When, at the beginning of the sixteenth century, the Portuguese and other European colonists established themselves in Africa and began exporting thousands of black slaves to the Americas, an entirely new genre, "creole" music, was born. Portuguese-influenced music from Cape Verde, Mozambique and Angola, and then Afro-Cuban, Afro-Brazilian, Caribbean and AfroAmerican music developed. Instruments of African origin such as bongos, congas, timbals, claves (rhythmsticks) and maracas, began to be used, notably in Cuba, and new musical forms such as son, son montuno, bolero, guaracha and rumba gradually emerged.
From tango to rock
In the 1920s, jazz, which had emerged as a hybrid of Afro-American and European music and had become associated with Art Nouveau and Modernism, blew a wind of freedom over America and Europe. It imposed its black aesthetic on white culture and became one of the most important forms of popular music of the twentieth century. It influenced and inspired composers such as Gershwin and Debussy, and painters such as Matisse and Mondrian. In the same way, the tango, a blend of Bantu rhythms and Argentine expressionism, then the rumba in the 1930s, mambo in the 1940s, cha-cha-cha and rock n' roll in the 1950s, all Afro-American creations, gained world-wide popularity.
Black music is still the common denominator (though not the only one) of most popular music today. Funk, disco, soul, rap, rock, reggae, samba, bossa nova, soca, Afro-beat, juju, highlife and zouk all have African roots to some extent. In France, Georges Moustaki, Claude Nougaro and Bernard Lavilliers are enthusiastically exploring Afro-Brazilian rhythms, and Nana Mouskouri is branching out into gospel singing.

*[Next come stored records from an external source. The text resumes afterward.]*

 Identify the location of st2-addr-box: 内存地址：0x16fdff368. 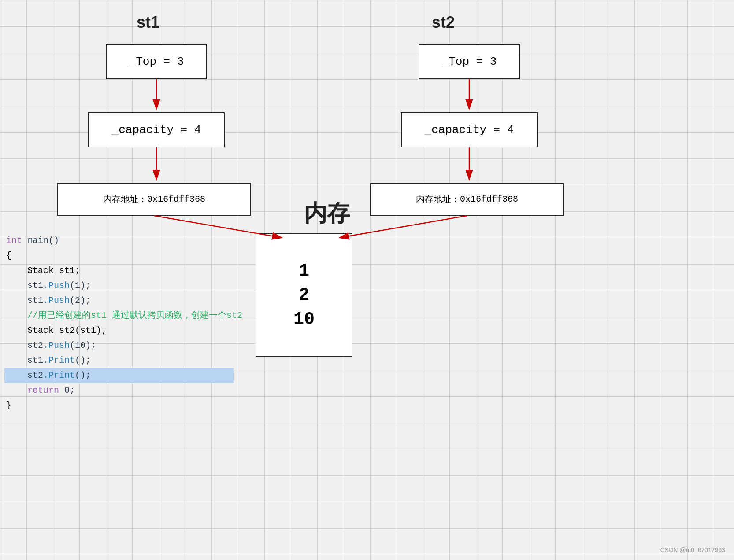
(467, 199).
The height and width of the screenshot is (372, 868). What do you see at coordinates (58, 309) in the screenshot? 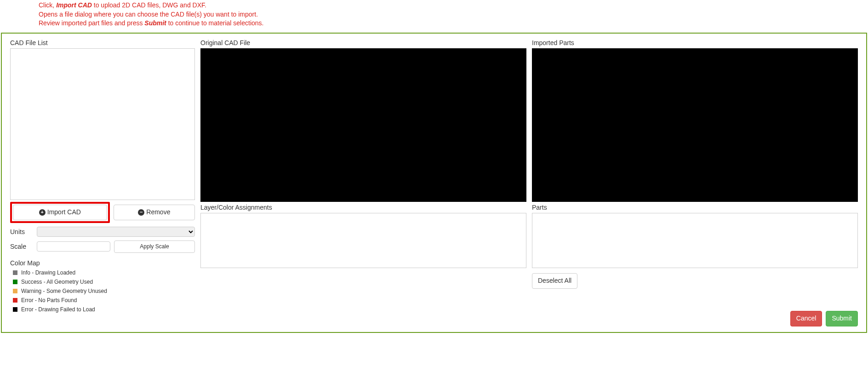
I see `legend-label: Error - Drawing Failed to Load` at bounding box center [58, 309].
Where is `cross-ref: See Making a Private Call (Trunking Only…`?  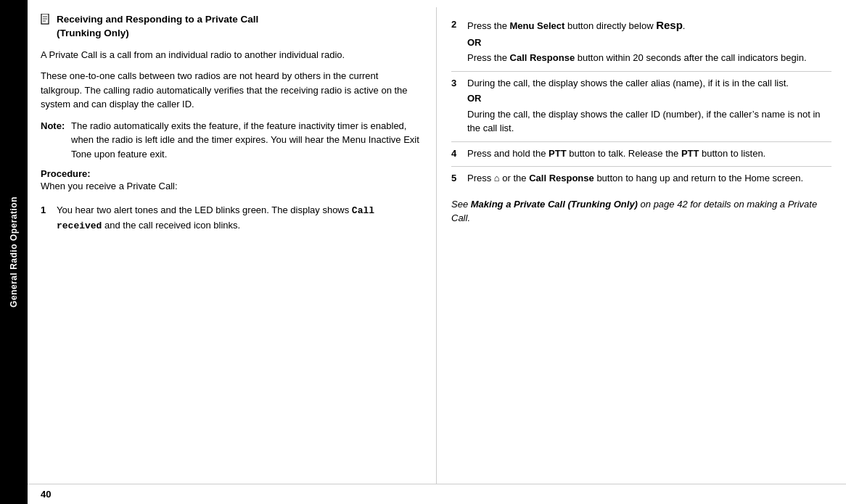 cross-ref: See Making a Private Call (Trunking Only… is located at coordinates (641, 212).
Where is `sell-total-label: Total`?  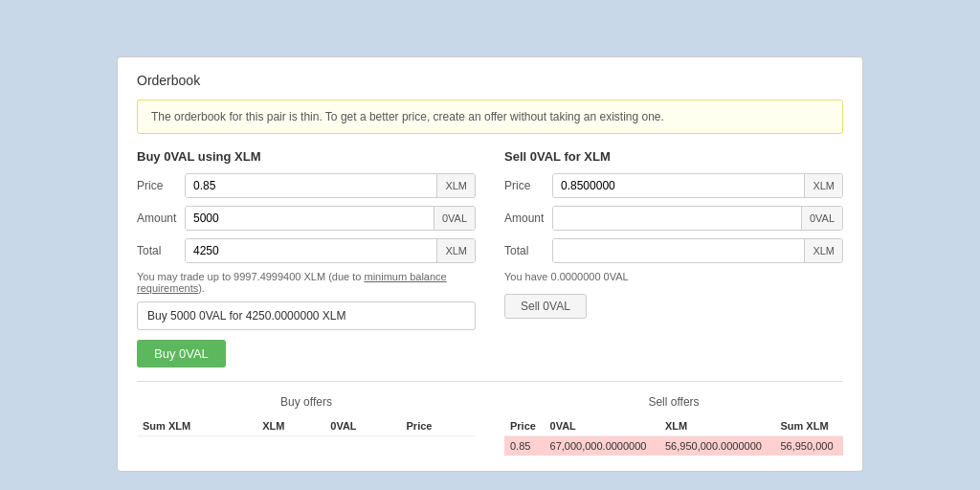
sell-total-label: Total is located at coordinates (528, 251).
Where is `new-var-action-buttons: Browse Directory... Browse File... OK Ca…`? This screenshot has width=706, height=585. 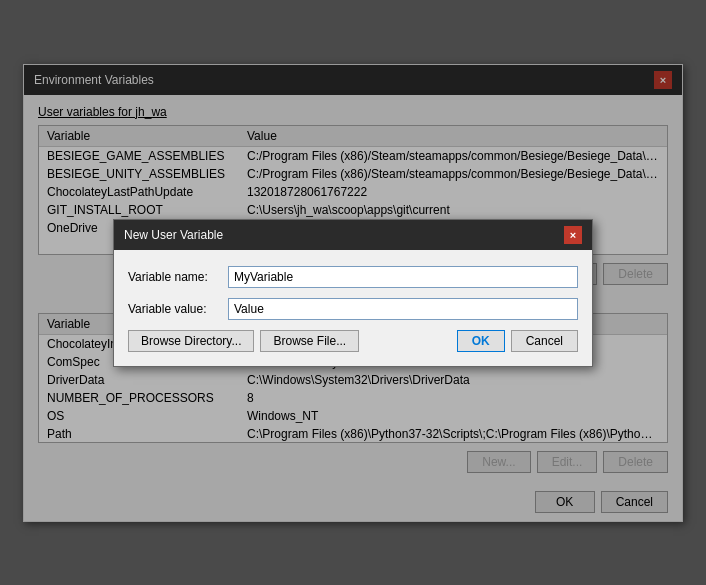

In the United States, Paul Simon has made a recent album with Cameroonian and Brazilian musicians, and in japan Ryuiji Sakamoto has called on the Senegalese singer Youssou N'Dour to bring a little warmth to his rather precise instrumentation.
After the Second World War, the LP record and television contributed to the spread of pop music, which American musicologist Peter Manuel has described as the most significant event in twentieth-century music: "Socio-economic and technological development brought a bewildering array of new styles, instruments and expressions into being, and pop music reached a much larger audience than any other art form ever has."
Rock music, created by Afro-American musicians like Chuck Berry and Bo Diddley and taken up by Elvis Presley and other white singers, became a symbol of revolt and protest for youth the world over. It disrupted the American conformism of the 1950s, inspiring a new style of dressing-jeans, T-shirt and leather jacket-and revolutionizing standards of behaviour.
New forms of musical syncretism appeared in the 1960s with the hippy-era craze for Asian, and particularly Indian, music. Miles Davis and John Coltrane introduced the use of Eastern-inspired modes in jazz, and the Beatles brought the Indian sitar to pop music. But this infatuation with exoticism made little impact on highly structured musical forms which already possessed a strong identity, just as attempts to mix jazz and classical music have always failed.